Joseph W. Ambash: Unionization of grad students will hurt education

The recent decision by the National Labor Relations Board (NLRB) in the Columbia University case granting students who serve as teaching or research assistants at private universities the right to unionize dealt a major blow to private higher education as we know it. The NLRB’s cavalier disregard for the complexities of a university education is breathtaking.

In a long-anticipated decision, the NLRB ruled that any student who performs services for an institution, under its control, for compensation, is a “common-law” employee entitled to unionize under the National Labor Relations Act. The NLRB’s sweeping decision lumped together undergraduates (who may serve, for example, as graders and discussion leaders), master’s degree candidates and Ph.D. candidates in its definition of employees. The decision ignored that many students must serve as teaching assistants or research assistants as part of their master’s or Ph.D. degree requirement, even if they would otherwise not want to do that “job.”

The decision’s lone dissenter, Republican Philip A. Miscamarra, anticipated that the strikes and other economic weapons that often accompany collective bargaining “will wreak havoc” and may have “devastating consequences” for higher education, particularly for the students who are trying to earn their degrees.

His dire prediction is not a case of crying wolf. Experience tells us that the adversarial process that is baked into the structure of collective bargaining will profoundly change the culture of campuses whose students are organized by unions. Unlike public-sector collective bargaining that is governed by individual state laws that typically prohibit strikes, the National Labor Relations Act anticipates that the process of collective bargaining will be fraught with adversarial positions that, if not settled amicably, often lead to strikes, lockouts and the replacement of workers.

 

The U.S. Supreme Court long ago stated that that “the principles developed for use in the industrial setting cannot be ‘imposed blindly on the academic world,’” because the interests at stake in the academy are different than those in an industrial workplace. Despite this observation, the NLRB ruled that the industrial model of the National Labor Relations Act is appropriate for private-sector campuses.

The consequences of this decision cannot be underestimated:

For the first time in our nation’s history, students at unionized campuses who are given the opportunity to teach or do research as part of their degree program or university experience will have to join a union or pay an agency fee in order to obtain their degree. This will transform an educational experience into a mere job.

Also for the first time in our history, research assistants—virtually all of whom in the hard sciences are required to engage in research and produce original results in order to write their dissertation—will be considered employees whose wages, hours and other “terms and conditions of employment” will be subject to bargaining on unionized campuses. This will transform the very purpose of their education into a job about which an outside union can insist on bargaining.

 

Disputes about what constitutes “wages” will require years of litigation, since the NLRB’s decision identified the stipends typically awarded to graduate students at elite institutions as wages where the requirement of teaching or research is embedded into the curricular requirement for such students.

The identification of proper subjects of bargaining will produce lengthy and complex litigation that will typically last far beyond the tenure of the students affected by those disputes. Will issues such as how many papers a teaching assistant has to grade; who will be awarded assistantships; and how many students should be in a section be considered “terms and conditions of employment” that must be bargained with a union?

The distinction between mandatory subjects of bargaining and the strictly academic issues about which universities would not have to bargain will test the limits of universities’ academic freedom. The often-Byzantine rules imposed by the NLRB on employers will now be engrafted onto unionized campuses. The NLRB has aggressively invalidated typical work rules, such as civility rules, because they allegedly chill employee rights to engage in “concerted” activity.

NLRB decisions also routinely find that employees may lawfully insult and demean their supervisors and managers as part of concerted activity. As a result, many standard campus rules may become unlawful if applied to unionized student assistants. Identification of who is an “employee” will inevitably morph into claims by unions that members of sports teams on scholarships, members of orchestras who receive stipends to go on tours, and similar student groups should be entitled to bargain about their stipends and terms and conditions of employment because they are “common-law employees.” Although the NLRB sidestepped this issue in 2015 when it declined to assert jurisdiction over Northwestern University football players, the Columbia University decision is broad enough to encompass these activities.

Private university administrators have a new, unfortunate landscape confronting them. Hopefully the NLRB’s decision will eventually reach the courts, who may bring common sense to this misguided result. Congress also may have a role in limiting the harm that will likely result from the decision. But make no mistake: This stunning decision will, if unchecked, forever change our private universities. Like it or not, applicants will no longer be “admitted” to unionized institutions; they will be new hires, no different in many respects from hourly workers in industry.

Joseph W. Ambash is the regional managing partner of the national labor and employment law firm Fisher Phillips. This first ran in the Web site of the New England Board of Higher Education (nebhe.org).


_Task to carry out_: Each line in the entries below that contains the word "orbital" counts once. Report how many there are and nothing more.

_Extracted material_:
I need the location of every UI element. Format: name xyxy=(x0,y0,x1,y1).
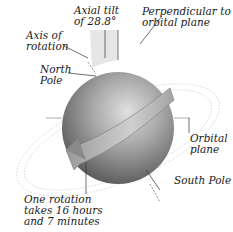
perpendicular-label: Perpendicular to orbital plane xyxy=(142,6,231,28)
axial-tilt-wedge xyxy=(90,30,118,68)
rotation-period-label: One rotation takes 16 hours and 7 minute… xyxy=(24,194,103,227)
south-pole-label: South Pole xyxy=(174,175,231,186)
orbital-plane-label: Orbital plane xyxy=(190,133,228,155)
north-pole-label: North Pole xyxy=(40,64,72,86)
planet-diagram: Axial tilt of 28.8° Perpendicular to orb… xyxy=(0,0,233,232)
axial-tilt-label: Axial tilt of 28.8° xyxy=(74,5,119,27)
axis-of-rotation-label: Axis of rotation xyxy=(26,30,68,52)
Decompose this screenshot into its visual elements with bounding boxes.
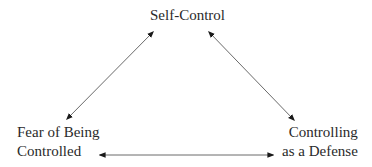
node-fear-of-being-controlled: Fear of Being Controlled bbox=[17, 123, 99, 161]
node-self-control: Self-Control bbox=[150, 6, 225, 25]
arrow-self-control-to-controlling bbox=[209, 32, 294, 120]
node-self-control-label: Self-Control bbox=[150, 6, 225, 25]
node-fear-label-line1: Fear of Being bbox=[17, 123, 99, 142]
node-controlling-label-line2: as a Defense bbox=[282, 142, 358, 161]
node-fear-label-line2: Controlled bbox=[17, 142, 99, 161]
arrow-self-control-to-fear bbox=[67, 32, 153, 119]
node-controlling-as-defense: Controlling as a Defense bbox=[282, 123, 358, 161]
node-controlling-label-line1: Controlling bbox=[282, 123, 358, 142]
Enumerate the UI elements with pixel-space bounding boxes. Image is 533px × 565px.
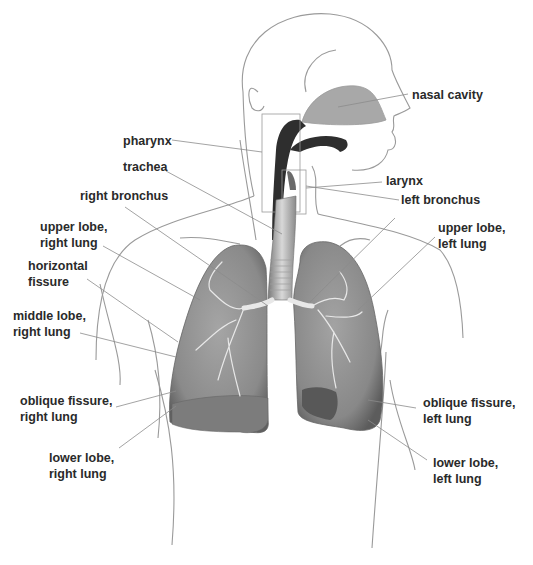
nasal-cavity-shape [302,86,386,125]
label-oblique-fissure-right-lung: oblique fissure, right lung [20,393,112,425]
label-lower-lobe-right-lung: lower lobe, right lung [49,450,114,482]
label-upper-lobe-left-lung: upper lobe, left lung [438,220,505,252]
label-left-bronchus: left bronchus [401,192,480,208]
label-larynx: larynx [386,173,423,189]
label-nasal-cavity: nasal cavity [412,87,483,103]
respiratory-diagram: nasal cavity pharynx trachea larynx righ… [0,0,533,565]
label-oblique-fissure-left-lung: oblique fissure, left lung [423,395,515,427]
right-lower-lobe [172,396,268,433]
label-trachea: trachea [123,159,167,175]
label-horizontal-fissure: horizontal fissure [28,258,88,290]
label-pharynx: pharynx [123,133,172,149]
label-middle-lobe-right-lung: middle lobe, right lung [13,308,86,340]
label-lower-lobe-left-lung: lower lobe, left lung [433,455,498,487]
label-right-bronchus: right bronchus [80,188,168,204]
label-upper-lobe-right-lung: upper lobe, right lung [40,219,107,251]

---

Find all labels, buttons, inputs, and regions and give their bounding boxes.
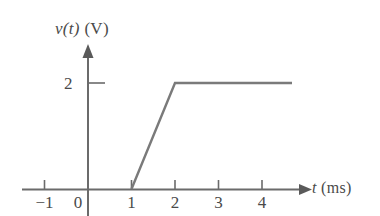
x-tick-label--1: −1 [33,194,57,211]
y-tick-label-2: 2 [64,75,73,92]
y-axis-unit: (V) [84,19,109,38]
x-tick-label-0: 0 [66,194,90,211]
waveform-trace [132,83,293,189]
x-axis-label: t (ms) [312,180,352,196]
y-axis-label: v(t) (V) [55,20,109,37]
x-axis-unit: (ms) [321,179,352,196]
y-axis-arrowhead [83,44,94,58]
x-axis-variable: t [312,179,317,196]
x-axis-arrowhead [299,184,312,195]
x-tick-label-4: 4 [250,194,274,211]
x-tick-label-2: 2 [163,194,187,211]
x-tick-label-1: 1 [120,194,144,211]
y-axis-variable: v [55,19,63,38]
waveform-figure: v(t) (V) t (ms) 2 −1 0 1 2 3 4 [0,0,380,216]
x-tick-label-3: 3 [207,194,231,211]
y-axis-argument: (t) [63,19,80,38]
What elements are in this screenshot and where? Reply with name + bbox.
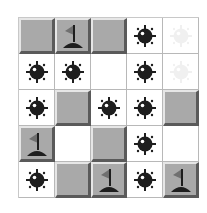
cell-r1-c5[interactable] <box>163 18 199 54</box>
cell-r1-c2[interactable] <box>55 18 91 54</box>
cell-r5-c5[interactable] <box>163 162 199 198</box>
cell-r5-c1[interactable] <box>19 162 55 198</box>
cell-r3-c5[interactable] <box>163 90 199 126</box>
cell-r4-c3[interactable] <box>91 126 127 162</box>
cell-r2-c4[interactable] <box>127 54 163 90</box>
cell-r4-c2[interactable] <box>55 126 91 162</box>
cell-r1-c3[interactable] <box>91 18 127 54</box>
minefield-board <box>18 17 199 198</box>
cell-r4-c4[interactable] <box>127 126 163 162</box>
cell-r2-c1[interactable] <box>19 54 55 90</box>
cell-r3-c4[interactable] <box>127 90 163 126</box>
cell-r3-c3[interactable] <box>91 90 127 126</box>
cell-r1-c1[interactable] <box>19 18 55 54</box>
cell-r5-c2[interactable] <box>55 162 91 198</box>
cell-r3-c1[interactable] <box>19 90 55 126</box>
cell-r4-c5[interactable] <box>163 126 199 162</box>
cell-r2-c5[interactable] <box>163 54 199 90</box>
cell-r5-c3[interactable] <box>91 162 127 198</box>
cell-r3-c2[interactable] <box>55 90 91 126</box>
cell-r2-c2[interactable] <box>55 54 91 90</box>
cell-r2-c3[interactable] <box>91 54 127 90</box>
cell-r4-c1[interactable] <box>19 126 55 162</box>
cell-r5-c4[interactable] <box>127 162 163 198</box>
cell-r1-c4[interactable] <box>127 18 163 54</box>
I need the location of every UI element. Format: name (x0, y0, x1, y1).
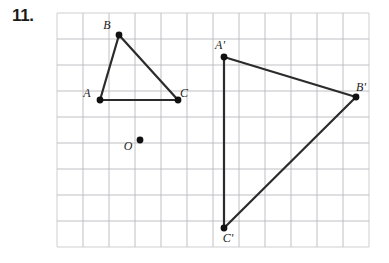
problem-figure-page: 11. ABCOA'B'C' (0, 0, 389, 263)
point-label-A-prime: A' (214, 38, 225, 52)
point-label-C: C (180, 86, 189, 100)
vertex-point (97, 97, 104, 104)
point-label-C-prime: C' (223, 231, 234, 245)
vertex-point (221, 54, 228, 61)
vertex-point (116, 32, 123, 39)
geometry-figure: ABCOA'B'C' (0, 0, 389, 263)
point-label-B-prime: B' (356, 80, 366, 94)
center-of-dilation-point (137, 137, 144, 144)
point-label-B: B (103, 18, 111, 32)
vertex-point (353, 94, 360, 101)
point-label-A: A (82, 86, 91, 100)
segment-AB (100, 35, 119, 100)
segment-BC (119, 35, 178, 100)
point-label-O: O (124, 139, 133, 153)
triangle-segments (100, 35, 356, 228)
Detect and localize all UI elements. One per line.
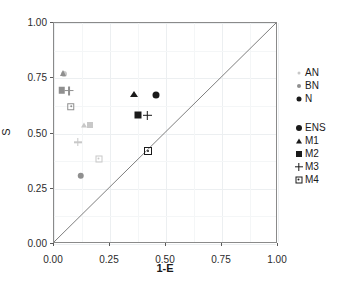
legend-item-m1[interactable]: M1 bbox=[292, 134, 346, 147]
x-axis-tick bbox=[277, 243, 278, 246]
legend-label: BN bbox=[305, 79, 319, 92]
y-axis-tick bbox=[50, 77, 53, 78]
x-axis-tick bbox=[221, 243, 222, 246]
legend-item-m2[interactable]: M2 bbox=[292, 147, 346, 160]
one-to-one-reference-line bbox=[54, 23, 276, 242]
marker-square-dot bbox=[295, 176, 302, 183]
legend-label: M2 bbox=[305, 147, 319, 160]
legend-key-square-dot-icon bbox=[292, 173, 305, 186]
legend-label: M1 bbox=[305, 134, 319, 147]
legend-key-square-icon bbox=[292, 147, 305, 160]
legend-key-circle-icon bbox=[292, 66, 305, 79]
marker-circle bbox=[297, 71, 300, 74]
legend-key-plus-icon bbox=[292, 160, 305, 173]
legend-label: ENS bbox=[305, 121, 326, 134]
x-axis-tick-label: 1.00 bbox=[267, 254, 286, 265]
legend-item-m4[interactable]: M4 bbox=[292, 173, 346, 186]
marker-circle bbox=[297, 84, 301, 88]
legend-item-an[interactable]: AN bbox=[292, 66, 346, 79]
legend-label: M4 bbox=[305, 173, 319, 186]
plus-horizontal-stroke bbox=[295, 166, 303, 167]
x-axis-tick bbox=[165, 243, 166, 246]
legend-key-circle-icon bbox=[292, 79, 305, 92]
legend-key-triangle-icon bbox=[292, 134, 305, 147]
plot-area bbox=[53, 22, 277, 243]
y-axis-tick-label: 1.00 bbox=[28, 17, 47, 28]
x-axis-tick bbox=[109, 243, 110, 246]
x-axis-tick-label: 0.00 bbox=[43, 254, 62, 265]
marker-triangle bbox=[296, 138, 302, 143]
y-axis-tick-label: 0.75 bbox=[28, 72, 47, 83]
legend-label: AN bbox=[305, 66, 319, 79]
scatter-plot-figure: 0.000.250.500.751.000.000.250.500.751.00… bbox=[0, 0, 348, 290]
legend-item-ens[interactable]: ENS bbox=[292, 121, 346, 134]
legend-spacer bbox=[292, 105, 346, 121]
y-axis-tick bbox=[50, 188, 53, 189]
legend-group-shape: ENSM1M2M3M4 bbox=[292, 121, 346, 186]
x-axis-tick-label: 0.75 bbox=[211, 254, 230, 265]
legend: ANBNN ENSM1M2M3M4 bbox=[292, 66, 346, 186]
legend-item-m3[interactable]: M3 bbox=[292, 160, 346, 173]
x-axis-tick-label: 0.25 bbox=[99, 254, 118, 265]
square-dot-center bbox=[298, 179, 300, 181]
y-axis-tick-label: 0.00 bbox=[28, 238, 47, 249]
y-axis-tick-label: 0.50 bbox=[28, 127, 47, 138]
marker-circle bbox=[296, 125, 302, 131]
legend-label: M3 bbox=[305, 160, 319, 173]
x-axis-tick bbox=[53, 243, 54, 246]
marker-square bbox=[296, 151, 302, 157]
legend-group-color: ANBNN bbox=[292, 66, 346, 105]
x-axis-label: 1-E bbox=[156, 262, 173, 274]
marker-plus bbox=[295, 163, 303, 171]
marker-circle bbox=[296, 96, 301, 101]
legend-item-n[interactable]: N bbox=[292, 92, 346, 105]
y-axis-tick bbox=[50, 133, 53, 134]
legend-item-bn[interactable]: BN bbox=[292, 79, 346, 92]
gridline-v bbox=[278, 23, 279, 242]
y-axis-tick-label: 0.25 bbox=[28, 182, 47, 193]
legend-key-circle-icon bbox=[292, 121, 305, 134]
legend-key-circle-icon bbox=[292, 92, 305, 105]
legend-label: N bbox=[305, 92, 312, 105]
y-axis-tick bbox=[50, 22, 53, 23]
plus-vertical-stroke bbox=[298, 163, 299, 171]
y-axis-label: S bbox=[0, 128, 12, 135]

_Reply to the task_: 2